Exactly the lines from the line containing "Describe the element at coordinates (291, 184)" through the final line of the entries below must be returned, and only those, without pictures.

── Supplied records ──

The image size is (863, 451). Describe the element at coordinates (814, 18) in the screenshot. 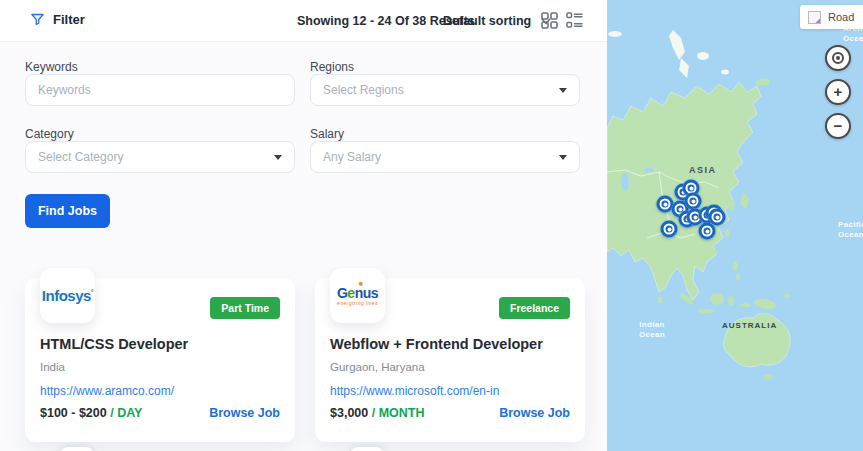

I see `map-style-thumbnail-icon` at that location.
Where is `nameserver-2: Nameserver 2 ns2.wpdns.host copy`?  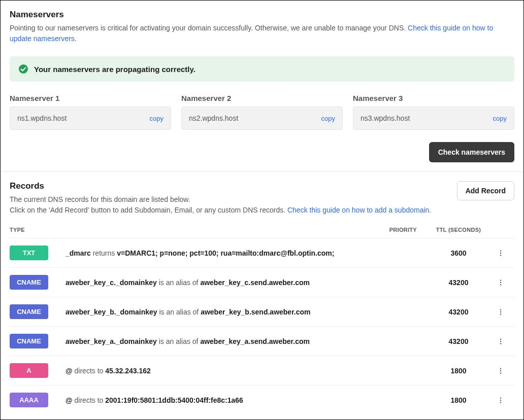 nameserver-2: Nameserver 2 ns2.wpdns.host copy is located at coordinates (262, 112).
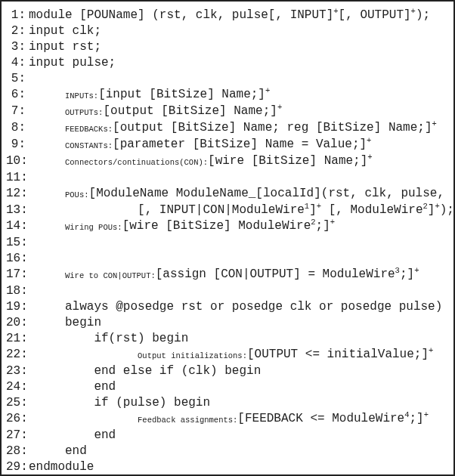  Describe the element at coordinates (109, 338) in the screenshot. I see `line-content: if(rst) begin` at that location.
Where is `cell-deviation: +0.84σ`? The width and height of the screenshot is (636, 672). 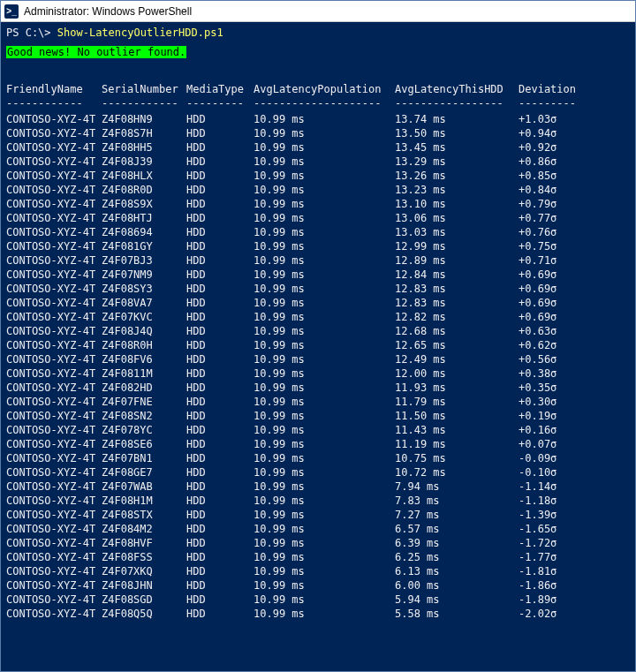 cell-deviation: +0.84σ is located at coordinates (554, 190).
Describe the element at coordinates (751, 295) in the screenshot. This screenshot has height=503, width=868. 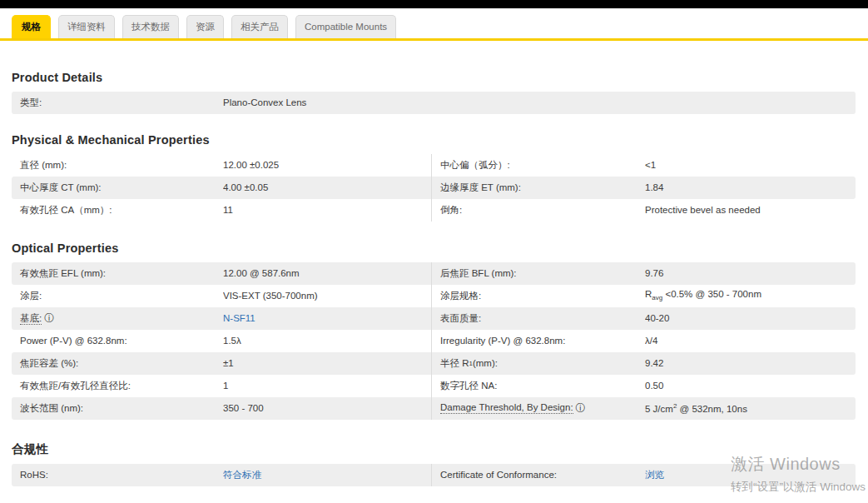
I see `coating-spec-value: Ravg <0.5% @ 350 - 700nm` at that location.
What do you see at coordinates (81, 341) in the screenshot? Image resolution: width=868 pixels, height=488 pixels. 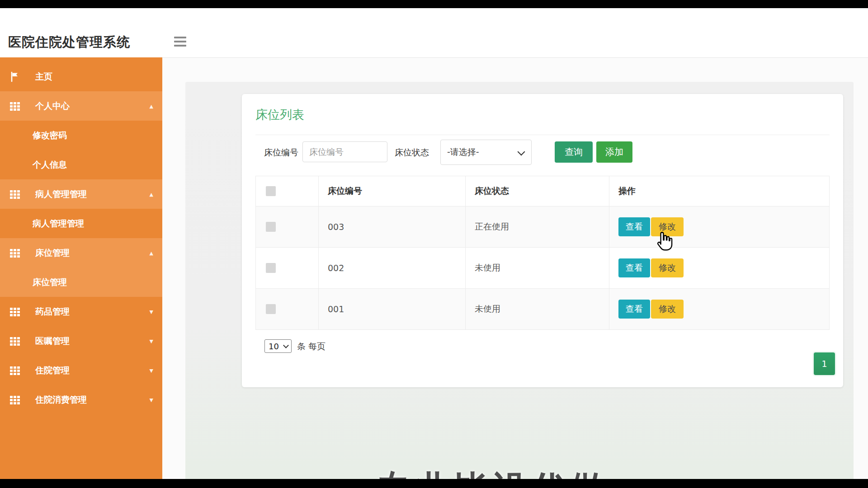 I see `sidebar-item-medical-order-management: 医嘱管理 ▼` at bounding box center [81, 341].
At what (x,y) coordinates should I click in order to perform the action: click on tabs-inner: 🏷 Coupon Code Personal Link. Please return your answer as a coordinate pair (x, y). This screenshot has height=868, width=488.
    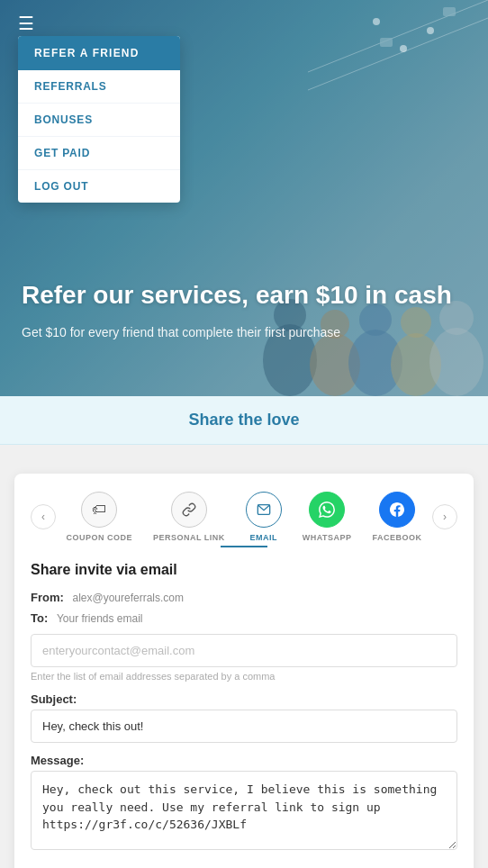
    Looking at the image, I should click on (244, 517).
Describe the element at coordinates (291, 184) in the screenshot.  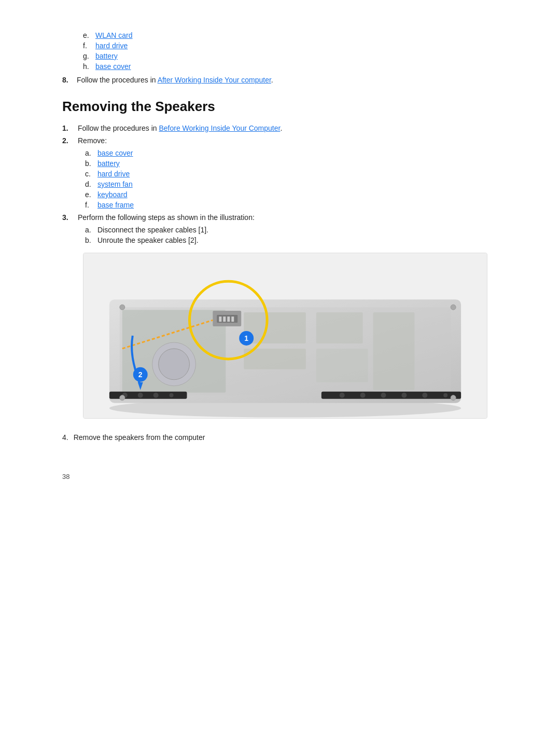
I see `list-item: d. system fan` at that location.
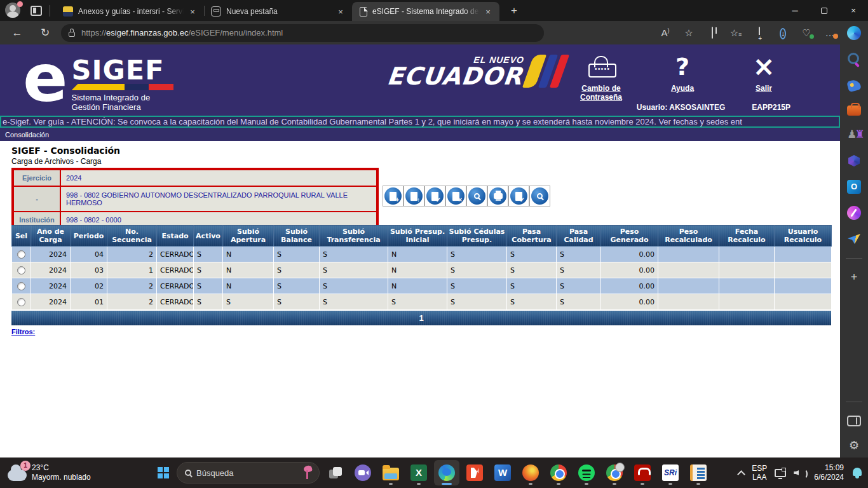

───

Written answer
Describe the element at coordinates (291, 184) in the screenshot.  
I see `list-item: d. system fan` at that location.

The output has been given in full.